Saturday, April 21, 2012

Past Deadline: Saving Pennies for the Moon Condo

Jeepers. I feel as if I am becoming a fogey.


I think it is because I am slowly – or rather quickly – accumulating an “in my day” list. (“In my day” mostly refers to those wild and crazy formative years – from kid to twenty-something.)

In my day we didn’t have Velcro. We had laces and learned to tie our shoes when we were two. Okay, maybe four. And we liked it. We loved it!

In my day computers didn’t have jump keys or CDs or 3.5-inch floppies or even 5-inch ones. We had cassette decks and the monitors were old black and white televisions. And we liked it. We loved it!

In my day we used a technique called “paste up” – not computers – to lay out newspapers. The “paste” was wax and we cut the story strips with Exacto knives and stuck them to the newspaper template page to send it for printing. And we liked it. We loved it!

In my day we didn’t Google something when we needed information, we looked in an encyclopedia or phoned someone. And we liked it. We loved it! (Actually, we just didn’t know any better on this one. I would have killed for the Interwebs when I was still at the paper. Marvellous thing, that World Wide Net.)

In my day, you could buy loads of candy with pennies. It was called penny candy. And we liked it. We loved it!

And we liked the pennies, too.

Not no more, though.

Seems the penny will soon be relegated to my “in my day” list. It is “the currency without currency,” a casualty of modern budgets because it costs more to produce (1.6 cents) than it is worth. Killing it later this year will save about $11 million annually.

I understand this from a financial point of view, but I really do like counting by ones. Of course with 30 billion pennies in circulation (or hiding in jars, fountains, piggy banks and under beds), it will take a kazillion years for it to disappear, at which point we will have to count our change by fives.

That’s okay, I guess. Easier than counting by sevens or thirteens.

Then there is the question of who eats the cost at the cash register. Despite the power of the PMO, it’s unlikely the feds will be able to orchestrate all mathematical calculations to end in fives or zeros, especially considering that 13 per cent HST.

Sure, there will be “guidelines” about rounding up and rounding down for cash transactions, but do you s’pose some people might cheat?

I would say that it makes a case for paying for everything (where possible) using a debit or credit card because those will still be calculated to the cent but, on the other hand, there exists the possibility that the consumer will come out ahead.

This is where that statistics stuff I took in high school would come in handy. What is the probability one would get ahead with the round-down game and gather many cents over time?

Math teachers – on your mark, get set, go!

Of course some people will bypass the rounding up by just rounding their prices up to the nearest five. Then we are officially not ahead.

What all of this boils down to, though, is that I have to get busy and finish my penny collection.

When I was a kid (in my day), one of my elders, I can’t remember which one, bought me one of those little coin-collecting books with the plastic sleeves to protect the pennies.

I was always searching for old pennies when I wasn’t busy writing down random licence plate numbers (weird little kid). My booklet has a penny for every year from 1930-something to sometime within the last decade.

Of course I recently put the book “somewhere safe,” so I can’t check.

Nevertheless, I’ll have to get the kids to sort through our pennies to fill in the current blanks and maybe snag some extra old ones. And then in 150 years they will be worth so much we will sell them to buy a condo on the moon. Right?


- What you will do
Find the lines below in which the string "bottom" occurs. Copy each one.

- Data under study
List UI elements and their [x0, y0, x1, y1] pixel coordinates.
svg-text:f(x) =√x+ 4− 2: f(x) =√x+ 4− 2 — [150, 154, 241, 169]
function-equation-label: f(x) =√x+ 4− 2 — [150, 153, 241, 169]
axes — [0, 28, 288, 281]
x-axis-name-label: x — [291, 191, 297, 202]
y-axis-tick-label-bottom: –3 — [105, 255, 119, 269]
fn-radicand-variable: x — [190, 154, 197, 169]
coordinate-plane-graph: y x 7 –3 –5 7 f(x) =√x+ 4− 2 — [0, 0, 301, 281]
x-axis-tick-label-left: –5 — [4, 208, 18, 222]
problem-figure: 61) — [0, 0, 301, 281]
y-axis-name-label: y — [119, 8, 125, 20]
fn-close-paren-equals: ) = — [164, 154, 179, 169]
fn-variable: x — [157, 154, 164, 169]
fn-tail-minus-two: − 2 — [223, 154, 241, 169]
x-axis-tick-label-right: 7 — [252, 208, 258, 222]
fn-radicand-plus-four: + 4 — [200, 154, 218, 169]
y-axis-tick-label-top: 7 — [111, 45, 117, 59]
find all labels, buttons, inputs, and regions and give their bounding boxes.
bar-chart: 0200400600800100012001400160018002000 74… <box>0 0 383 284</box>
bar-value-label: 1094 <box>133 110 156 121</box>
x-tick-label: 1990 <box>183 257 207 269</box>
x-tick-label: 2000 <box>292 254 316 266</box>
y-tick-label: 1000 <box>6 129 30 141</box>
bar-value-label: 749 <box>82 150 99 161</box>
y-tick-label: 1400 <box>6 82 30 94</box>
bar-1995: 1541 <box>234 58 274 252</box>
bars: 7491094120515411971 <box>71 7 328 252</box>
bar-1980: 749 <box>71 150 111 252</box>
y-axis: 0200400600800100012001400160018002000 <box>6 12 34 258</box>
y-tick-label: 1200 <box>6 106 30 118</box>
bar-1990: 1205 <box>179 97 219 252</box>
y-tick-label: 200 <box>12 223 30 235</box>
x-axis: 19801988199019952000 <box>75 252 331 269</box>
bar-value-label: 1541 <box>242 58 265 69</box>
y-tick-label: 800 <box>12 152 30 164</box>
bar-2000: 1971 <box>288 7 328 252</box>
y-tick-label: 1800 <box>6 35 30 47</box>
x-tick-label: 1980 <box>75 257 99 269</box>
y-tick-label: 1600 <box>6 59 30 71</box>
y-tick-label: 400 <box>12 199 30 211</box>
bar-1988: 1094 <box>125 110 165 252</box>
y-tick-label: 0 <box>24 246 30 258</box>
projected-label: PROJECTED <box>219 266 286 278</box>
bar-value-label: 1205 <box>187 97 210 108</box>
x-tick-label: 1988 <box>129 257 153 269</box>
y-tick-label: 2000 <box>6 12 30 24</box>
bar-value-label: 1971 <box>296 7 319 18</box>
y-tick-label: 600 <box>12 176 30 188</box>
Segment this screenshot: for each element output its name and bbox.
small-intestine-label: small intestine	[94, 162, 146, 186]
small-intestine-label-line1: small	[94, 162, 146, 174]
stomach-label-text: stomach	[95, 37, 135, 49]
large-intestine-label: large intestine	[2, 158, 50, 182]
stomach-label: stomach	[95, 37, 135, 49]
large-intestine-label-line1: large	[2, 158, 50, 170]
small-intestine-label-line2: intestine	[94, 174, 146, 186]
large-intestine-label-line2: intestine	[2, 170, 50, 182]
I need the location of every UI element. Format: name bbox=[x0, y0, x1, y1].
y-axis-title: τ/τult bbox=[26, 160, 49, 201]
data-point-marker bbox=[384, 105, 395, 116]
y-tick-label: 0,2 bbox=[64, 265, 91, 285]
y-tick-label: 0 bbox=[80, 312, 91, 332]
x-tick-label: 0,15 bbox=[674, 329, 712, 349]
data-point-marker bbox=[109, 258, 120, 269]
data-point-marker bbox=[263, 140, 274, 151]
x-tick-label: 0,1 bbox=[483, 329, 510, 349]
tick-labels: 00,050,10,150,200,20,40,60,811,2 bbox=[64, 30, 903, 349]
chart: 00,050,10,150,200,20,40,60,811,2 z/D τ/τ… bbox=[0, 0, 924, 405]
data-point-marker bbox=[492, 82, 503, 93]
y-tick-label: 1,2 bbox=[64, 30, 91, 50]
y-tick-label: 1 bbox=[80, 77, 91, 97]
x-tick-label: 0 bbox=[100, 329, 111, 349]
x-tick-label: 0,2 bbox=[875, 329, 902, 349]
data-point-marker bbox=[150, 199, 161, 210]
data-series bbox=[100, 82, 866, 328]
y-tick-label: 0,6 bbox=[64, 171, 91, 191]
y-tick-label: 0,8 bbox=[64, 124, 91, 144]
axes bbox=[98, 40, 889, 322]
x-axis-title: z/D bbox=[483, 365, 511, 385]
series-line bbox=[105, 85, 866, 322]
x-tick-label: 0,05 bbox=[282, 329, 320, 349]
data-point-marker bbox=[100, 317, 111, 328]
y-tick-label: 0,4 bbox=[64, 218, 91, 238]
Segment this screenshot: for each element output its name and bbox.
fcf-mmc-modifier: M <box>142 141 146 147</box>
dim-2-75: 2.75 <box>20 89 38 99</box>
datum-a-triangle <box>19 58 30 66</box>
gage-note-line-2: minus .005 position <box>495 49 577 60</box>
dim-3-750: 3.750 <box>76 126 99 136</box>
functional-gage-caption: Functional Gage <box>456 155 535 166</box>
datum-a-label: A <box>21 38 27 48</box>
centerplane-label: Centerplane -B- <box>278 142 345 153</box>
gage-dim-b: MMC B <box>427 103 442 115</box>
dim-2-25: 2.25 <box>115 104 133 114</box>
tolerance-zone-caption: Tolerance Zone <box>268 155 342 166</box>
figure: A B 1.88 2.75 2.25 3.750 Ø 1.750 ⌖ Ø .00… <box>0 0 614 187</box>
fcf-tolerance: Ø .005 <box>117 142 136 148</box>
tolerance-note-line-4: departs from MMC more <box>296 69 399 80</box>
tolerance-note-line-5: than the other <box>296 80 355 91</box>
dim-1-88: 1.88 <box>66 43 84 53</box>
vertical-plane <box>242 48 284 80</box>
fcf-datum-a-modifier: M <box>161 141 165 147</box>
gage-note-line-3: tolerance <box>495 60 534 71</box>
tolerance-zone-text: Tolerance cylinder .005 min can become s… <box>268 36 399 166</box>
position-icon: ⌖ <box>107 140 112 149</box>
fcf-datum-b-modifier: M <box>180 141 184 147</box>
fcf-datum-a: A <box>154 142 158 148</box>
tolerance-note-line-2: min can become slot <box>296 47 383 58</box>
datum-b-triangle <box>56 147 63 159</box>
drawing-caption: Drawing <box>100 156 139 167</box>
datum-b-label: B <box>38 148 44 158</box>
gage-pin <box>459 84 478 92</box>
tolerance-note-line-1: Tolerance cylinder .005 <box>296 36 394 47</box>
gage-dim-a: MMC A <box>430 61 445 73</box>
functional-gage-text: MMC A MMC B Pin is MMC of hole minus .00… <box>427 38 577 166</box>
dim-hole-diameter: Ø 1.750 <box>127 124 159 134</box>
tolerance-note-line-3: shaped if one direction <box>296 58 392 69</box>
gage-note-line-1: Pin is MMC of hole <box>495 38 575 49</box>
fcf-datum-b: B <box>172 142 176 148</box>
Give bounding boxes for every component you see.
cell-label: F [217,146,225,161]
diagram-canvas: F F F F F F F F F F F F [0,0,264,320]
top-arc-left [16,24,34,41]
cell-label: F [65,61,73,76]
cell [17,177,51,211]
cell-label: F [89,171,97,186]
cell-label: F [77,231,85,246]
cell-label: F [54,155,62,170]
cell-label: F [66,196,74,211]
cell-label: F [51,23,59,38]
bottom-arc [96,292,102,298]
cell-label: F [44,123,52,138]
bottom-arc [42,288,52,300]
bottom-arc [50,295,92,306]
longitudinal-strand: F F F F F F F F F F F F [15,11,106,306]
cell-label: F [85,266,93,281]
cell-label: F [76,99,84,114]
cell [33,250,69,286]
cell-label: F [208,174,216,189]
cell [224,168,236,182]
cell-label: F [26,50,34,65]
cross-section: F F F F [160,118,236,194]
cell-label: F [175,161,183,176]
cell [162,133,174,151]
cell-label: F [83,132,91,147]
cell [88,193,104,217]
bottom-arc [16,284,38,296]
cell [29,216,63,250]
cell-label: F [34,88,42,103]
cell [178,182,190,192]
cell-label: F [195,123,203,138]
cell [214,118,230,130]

- Solution for this task
y-axis-tick-label-bottom: –3 — [105, 255, 119, 269]
bottom-arc [96,292,102,298]
bottom-arc [42,288,52,300]
bottom-arc [50,295,92,306]
bottom-arc [16,284,38,296]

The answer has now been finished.